Business Featured Metro

Coronavirus hits businesses, tourism and trade around the world

The coronavirus outbreak’s impact on the world economy grew more alarming yesterday amid plunging business confidence, empty shops and amusement parks, cancelled events and drastically reduced trade and travel.

China released fresh data showing a sharp drop in the purchasing managers’ index to 35.7 in February, down from 50 in January. Any reading above 50 indicates expansion, while a reading below shows contraction.

National Bureau of Statistics senior statistician Zhao Qinghe said the coronavirus outbreak was a direct cause of the sharp decline.

It came after already slumping financial markets around the world dropped even lower on Friday.

China, where the outbreak began in December, has seen a slowdown in new infections.

Yesterday, it reported 427 new cases over the past 24 hours along with 47 additional deaths. The city at the epicentre of the outbreak, Wuhan, accounted for the bulk of both.
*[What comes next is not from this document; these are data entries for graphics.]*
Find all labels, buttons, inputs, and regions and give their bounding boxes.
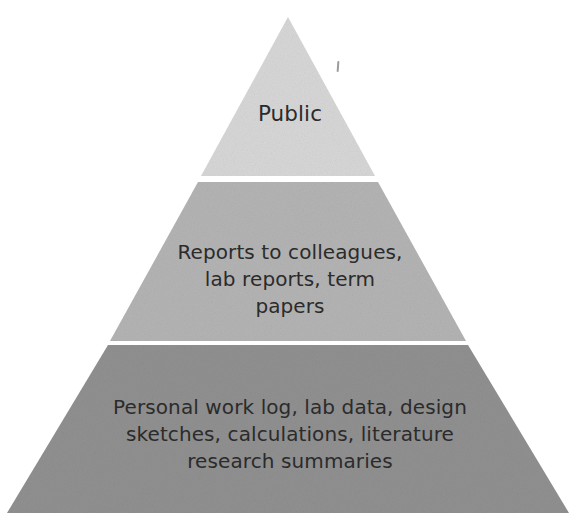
pyramid-tier-personal-label: Personal work log, lab data, design sket… <box>0 394 580 475</box>
pyramid-tier-personal: Personal work log, lab data, design sket… <box>0 0 580 531</box>
pyramid-diagram: Public Reports to colleagues, lab report… <box>0 0 580 531</box>
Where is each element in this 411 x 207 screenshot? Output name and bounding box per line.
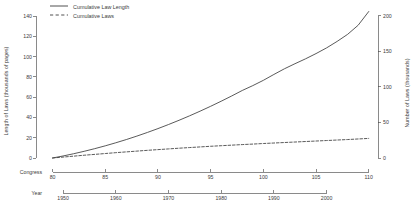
y-axis-right-title: Number of Laws (thousands) [404, 38, 410, 148]
year-tick-1970: 1970 [163, 195, 175, 201]
y-left-tick-80: 80 [14, 74, 32, 80]
legend-label-cumulative-law-length: Cumulative Law Length [73, 4, 129, 10]
chart-canvas [0, 0, 411, 207]
year-tick-2000: 2000 [321, 195, 333, 201]
year-tick-1950: 1950 [57, 195, 69, 201]
y-axis-left-title: Length of Laws (thousands of pages) [3, 36, 9, 146]
congress-tick-105: 105 [312, 174, 321, 180]
x-axis-congress-title: Congress [2, 169, 42, 175]
congress-tick-85: 85 [102, 174, 108, 180]
series-line [53, 12, 369, 158]
year-tick-1980: 1980 [215, 195, 227, 201]
year-tick-1960: 1960 [110, 195, 122, 201]
y-right-tick-200: 200 [383, 13, 401, 19]
y-right-tick-0: 0 [383, 155, 401, 161]
y-left-tick-0: 0 [14, 155, 32, 161]
y-left-tick-40: 40 [14, 114, 32, 120]
congress-tick-80: 80 [50, 174, 56, 180]
y-left-tick-140: 140 [14, 13, 32, 19]
y-right-tick-100: 100 [383, 84, 401, 90]
y-right-tick-150: 150 [383, 48, 401, 54]
y-left-tick-120: 120 [14, 33, 32, 39]
x-axis-year-title: Year [2, 190, 42, 196]
congress-tick-90: 90 [155, 174, 161, 180]
y-left-tick-60: 60 [14, 94, 32, 100]
y-left-tick-100: 100 [14, 54, 32, 60]
y-left-tick-20: 20 [14, 135, 32, 141]
series-line [53, 138, 369, 158]
congress-tick-95: 95 [208, 174, 214, 180]
congress-tick-100: 100 [259, 174, 268, 180]
chart-container: Length of Laws (thousands of pages) Numb… [0, 0, 411, 207]
year-tick-1990: 1990 [268, 195, 280, 201]
y-right-tick-50: 50 [383, 119, 401, 125]
legend-label-cumulative-laws: Cumulative Laws [73, 13, 114, 19]
congress-tick-110: 110 [365, 174, 373, 180]
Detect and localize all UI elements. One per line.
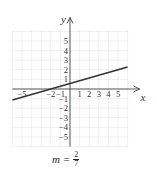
slope-fraction: 2 7 [73, 151, 79, 168]
x-tick-label: 3 [97, 89, 101, 99]
y-tick-label: −4 [59, 122, 69, 132]
y-tick-label: 5 [64, 36, 68, 46]
x-tick-label: 1 [77, 89, 81, 99]
y-tick-label: 4 [64, 46, 69, 56]
x-tick-label: 2 [87, 89, 91, 99]
y-tick-label: 1 [64, 74, 68, 84]
y-tick-label: −5 [59, 132, 68, 142]
coordinate-plane: xy−5−2−11234554321−1−2−3−4−5 [0, 0, 157, 150]
x-tick-label: 4 [106, 89, 111, 99]
y-axis-label: y [60, 13, 66, 25]
y-tick-label: −2 [59, 103, 68, 113]
y-tick-label: −3 [59, 113, 68, 123]
slope-caption: m = 2 7 [52, 148, 112, 170]
y-tick-label: 3 [64, 55, 68, 65]
y-tick-label: 2 [64, 65, 68, 75]
y-tick-label: −1 [59, 94, 68, 104]
x-tick-label: 5 [116, 89, 120, 99]
slope-label: m = [52, 153, 70, 165]
x-axis-label: x [140, 91, 146, 103]
slope-denominator: 7 [74, 160, 78, 168]
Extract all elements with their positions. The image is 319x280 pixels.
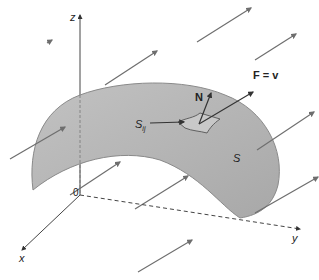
y-axis-label: y [291,232,299,244]
field-label: F = v [253,69,279,81]
x-axis [22,195,80,250]
surface-s [32,83,279,218]
x-axis-label: x [18,252,25,264]
normal-label: N [195,91,203,103]
surface-label: S [233,152,241,164]
flux-diagram: z x y 0 N F = v S Sij [0,0,319,280]
z-axis-label: z [69,11,76,23]
origin-label: 0 [73,187,79,198]
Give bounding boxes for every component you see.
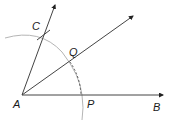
ray-ac: [22, 5, 55, 95]
label-a: A: [12, 98, 20, 110]
label-q: Q: [69, 46, 78, 58]
label-c: C: [32, 20, 40, 32]
label-b: B: [153, 101, 160, 113]
label-p: P: [87, 98, 95, 110]
geometry-diagram: A B C P Q: [0, 0, 179, 120]
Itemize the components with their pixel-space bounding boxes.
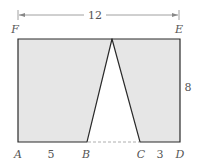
- ab-length-label: 5: [48, 148, 55, 161]
- point-label-a: A: [13, 148, 22, 161]
- width-label: 12: [88, 9, 102, 22]
- point-label-b: B: [81, 148, 90, 161]
- point-label-c: C: [137, 148, 146, 161]
- left-shaded-region: [18, 39, 112, 142]
- height-label: 8: [185, 81, 192, 94]
- right-shaded-region: [112, 39, 180, 142]
- point-label-e: E: [174, 23, 183, 36]
- cd-length-label: 3: [157, 148, 164, 161]
- geometry-diagram: 12 F E A B C D 5 3 8: [0, 0, 199, 165]
- point-label-d: D: [175, 148, 185, 161]
- point-label-f: F: [10, 23, 19, 36]
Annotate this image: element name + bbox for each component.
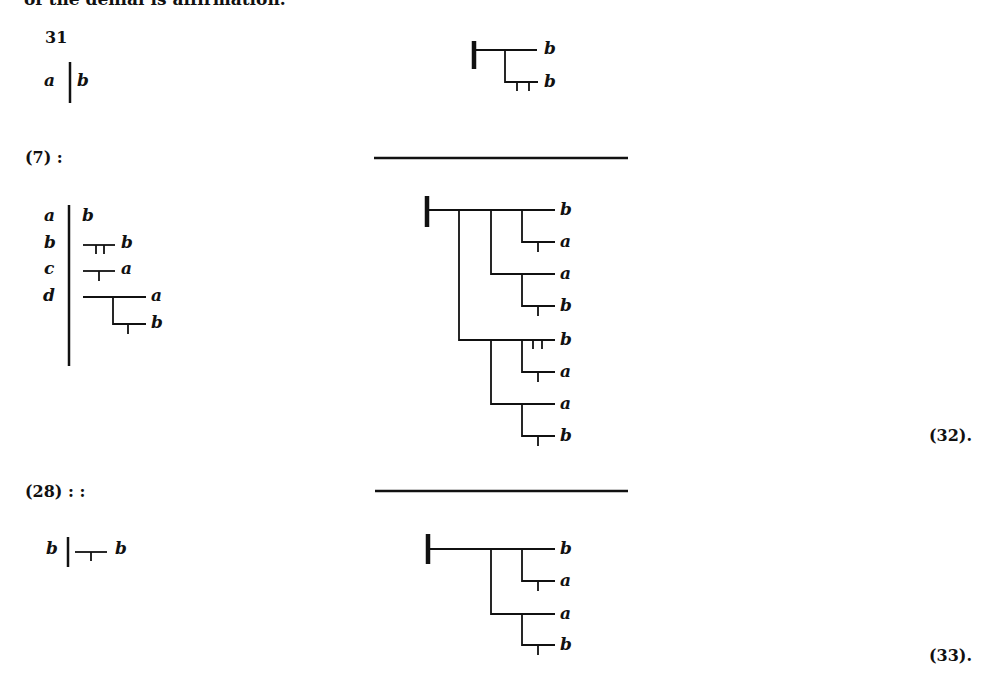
- subst-var-d: d: [43, 285, 55, 305]
- subst-value-d-top: a: [151, 285, 162, 305]
- formula33-label-2: a: [560, 570, 571, 590]
- reference-28: (28) : :: [25, 482, 85, 501]
- subst-var-a: a: [44, 70, 55, 90]
- cut-off-heading: of the denial is affirmation.: [24, 0, 286, 9]
- formula32-label-6: a: [560, 361, 571, 381]
- formula33-label-4: b: [560, 634, 572, 654]
- proposition-number-31: 31: [45, 28, 67, 47]
- equation-number-32: (32).: [929, 426, 972, 445]
- reference-7: (7) :: [25, 148, 63, 167]
- formula32-label-2: a: [560, 231, 571, 251]
- formula32-label-8: b: [560, 425, 572, 445]
- subst-var-a: a: [44, 205, 55, 225]
- begriffsschrift-diagrams: [0, 0, 1001, 694]
- formula32-label-1: b: [560, 199, 572, 219]
- equation-number-33: (33).: [929, 646, 972, 665]
- formula32-label-5: b: [560, 329, 572, 349]
- subst-value-c: a: [121, 258, 132, 278]
- formula33-label-1: b: [560, 538, 572, 558]
- subst-value-b: b: [115, 538, 127, 558]
- formula32-label-4: b: [560, 295, 572, 315]
- formula33-label-3: a: [560, 603, 571, 623]
- formula32-label-7: a: [560, 393, 571, 413]
- subst-value-b: b: [121, 232, 133, 252]
- formula31-label-2: b: [544, 71, 556, 91]
- formula32-label-3: a: [560, 263, 571, 283]
- subst-value-b: b: [77, 70, 89, 90]
- subst-var-b: b: [44, 232, 56, 252]
- subst-var-b: b: [46, 538, 58, 558]
- subst-value-d-bottom: b: [151, 312, 163, 332]
- subst-var-c: c: [44, 258, 54, 278]
- subst-value-a: b: [82, 205, 94, 225]
- formula31-label-1: b: [544, 38, 556, 58]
New cases in mainland China have held steady at under 500 for the past four days, almost all in Wuhan and surrounding Hubei province.

With the number of discharged patients now greatly exceeding those of new arrivals, Wuhan has more than 5,000 spare beds in 16 temporary treatment centres, the National Health Commission said.

Official figures yesterday showed 1,726 patients had been released in Wuhan the day before, against just 420 new cases in the city.

South Korea, the second hardest hit country, reported 813 new cases yesterday — the highest daily jump since confirming its first patient in late January – raising its total to 3,150.

Bahrain threatened to prosecute travellers who came from Iran and had not been tested.

France and Germany were also seeing increases, with dozens of infections.

Streets were deserted in the city of Sapporo on Japan’s northernmost main island of Hokkaido, where a state of emergency was issued until mid-March.

Seventy cases — the largest from a single prefecture in Japan — have been detected in the island prefecture, where experts have raised concern about growing clusters of patients with unknown transmission routes.

Prime minister Shinzo Abe, who has been criticised for lacking leadership and crisis management, stepped up measures earlier this week, and urged school across the county to close until the end of March.

Tokyo Disneyland and Universal Studios Japan announced they would close, and events expected to attract tens of thousands of people were called off, including a concert series by K-pop group BTS.

Tourist arrivals in Thailand are down 50% compared with a year ago, and in Italy — which has reported 888 cases, the most of any country outside of Asia — hotel bookings are falling and premier Giuseppe Conte raised the spectre of recession.

The Swiss government banned events with more than 1,000 people, while at Cologne Cathedral in Germany, basins of holy water were emptied for fear of spreading germs.

The head of the World Health Organisation on Friday announced that the risk of the virus spreading worldwide was “very high”, while UN secretary-general Antonio Guterres said the “window of opportunity” for containing the virus was narrowing.

In a report published on Friday in the New England Journal of Medicine, Chinese health officials said the death rate from Covid-19 was 1.4%, based on 1,099 patients at more than 500 hospitals throughout China.